Chef Evan Hennessey of Stages at One Washington in Dover, New Hampshire, isn’t shy about his reluctance: he likes lobster, but not enough to justify a forty to fifty dollar lobster roll. He acknowledges there’s a lot of labor involved in harvesting and prepping lobster, but the rest of the ingredients cost very little.

He feels people have simply become used to paying higher prices without questioning them. His term for it is “tourist pricing,” and locals, he says, don’t appreciate being on the receiving end of it.

Order seafood in a busy coastal place with high turnover, not a half-empty hotel restaurant on a Monday night. That rule applies particularly to premium seafood dishes where freshness directly impacts flavor. Context matters enormously when you’re paying top dollar for something that spoils fast.

10. The Long-Format Tasting Menu

10. The Long-Format Tasting Menu (Image Credits: Unsplash)
10. The Long-Format Tasting Menu (Image Credits: Unsplash)

The multi-course tasting menu was once the ultimate flex of the fine dining world. Chefs designed them as culinary journeys. Certain diners happily cleared an entire evening for the experience. That appetite has cooled considerably in 2025.

The multi-course, three-hour tasting menu was once the ultimate expression of fine dining ambition. Chefs designed them as culinary journeys, and certain diners happily cleared an entire evening for the experience.
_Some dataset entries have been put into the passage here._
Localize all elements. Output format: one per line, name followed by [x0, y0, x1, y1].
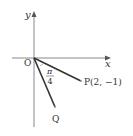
angle-numerator: π — [46, 67, 53, 76]
coordinate-diagram: y x O π 4 P(2, −1) Q — [0, 0, 133, 136]
y-axis-arrow-icon — [32, 11, 37, 17]
angle-arc — [40, 63, 44, 66]
origin-label: O — [24, 58, 31, 68]
point-p-label: P(2, −1) — [84, 77, 122, 87]
point-p-marker — [80, 80, 82, 82]
segment-op — [34, 58, 81, 81]
x-axis-label: x — [105, 58, 111, 69]
point-q-label: Q — [52, 114, 59, 124]
y-axis-label: y — [24, 9, 31, 20]
point-q-marker — [54, 106, 56, 108]
angle-denominator: 4 — [48, 77, 53, 86]
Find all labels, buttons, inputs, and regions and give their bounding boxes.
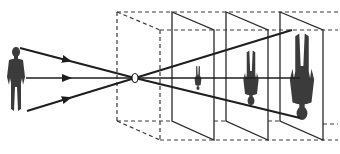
diagram-canvas (0, 0, 340, 154)
bottom-ray (27, 78, 135, 111)
pinhole-icon (132, 74, 138, 83)
image-plane-1 (172, 12, 214, 140)
person-object (7, 47, 25, 111)
inverted-image-large (290, 34, 314, 120)
top-ray (20, 48, 135, 78)
arrow-top-icon (55, 57, 68, 60)
arrow-bottom-icon (55, 98, 68, 102)
pinhole-diagram: pinhole-camera-projection (0, 0, 340, 154)
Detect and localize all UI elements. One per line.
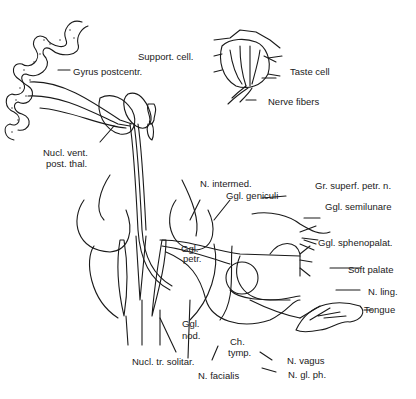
label-taste-cell: Taste cell (290, 66, 330, 77)
label-ggl-nod: Ggl. (182, 318, 199, 329)
label-nerve-fibers: Nerve fibers (268, 96, 319, 107)
gustatory-pathway-drawing (0, 0, 416, 399)
taste-bud-inset (214, 30, 282, 104)
label-post-thal: post. thal. (46, 158, 87, 169)
label-ggl-sphenopalat: Ggl. sphenopalat. (318, 237, 392, 248)
label-ch-tymp: Ch. (230, 336, 245, 347)
label-petr: petr. (183, 253, 202, 264)
label-nod: nod. (182, 330, 201, 341)
label-n-facialis: N. facialis (198, 370, 239, 381)
label-tymp: tymp. (228, 347, 251, 358)
label-nucl-vent: Nucl. vent. (43, 147, 88, 158)
label-gr-superf-petr: Gr. superf. petr. n. (315, 180, 391, 191)
label-support-cell: Support. cell. (138, 51, 193, 62)
label-ggl-semilunare: Ggl. semilunare (325, 201, 392, 212)
label-n-intermed: N. intermed. (200, 178, 252, 189)
label-n-vagus: N. vagus (287, 355, 325, 366)
label-gyrus-postcentr: Gyrus postcentr. (73, 66, 142, 77)
label-ggl-geniculi: Ggl. geniculi (226, 190, 278, 201)
label-tongue: Tongue (364, 304, 395, 315)
label-nucl-tr-solitar: Nucl. tr. solitar. (132, 356, 194, 367)
label-soft-palate: Soft palate (348, 264, 393, 275)
label-n-gl-ph: N. gl. ph. (288, 369, 326, 380)
cortex-gyri (5, 21, 88, 140)
label-n-ling: N. ling. (368, 286, 398, 297)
That appetite has cooled considerably. Modern diners want chef-driven experiences in one-hour windows, with abbreviated formats catering to customers with time-conscious schedules.

According to the US Consumer Price Index, “food away from home” rose about six percent from January 2024 to September 2025, driven by rising labor, rent, and ingredient costs. That kind of inflation puts the lengthy, expensive tasting menu under particular pressure.

Consumers are demanding value in return for the hard-earned money they spend at restaurants. According to Technomic’s 2025 annual outlook, nearly three quarters of consumers wish more restaurants would offer value meals. A twelve-course tasting menu that runs three hours and costs two hundred dollars per head sits awkwardly in that climate. Culinary insiders increasingly prefer eating somewhere they can be in and out in an hour, with food that genuinely excites rather than exhausts.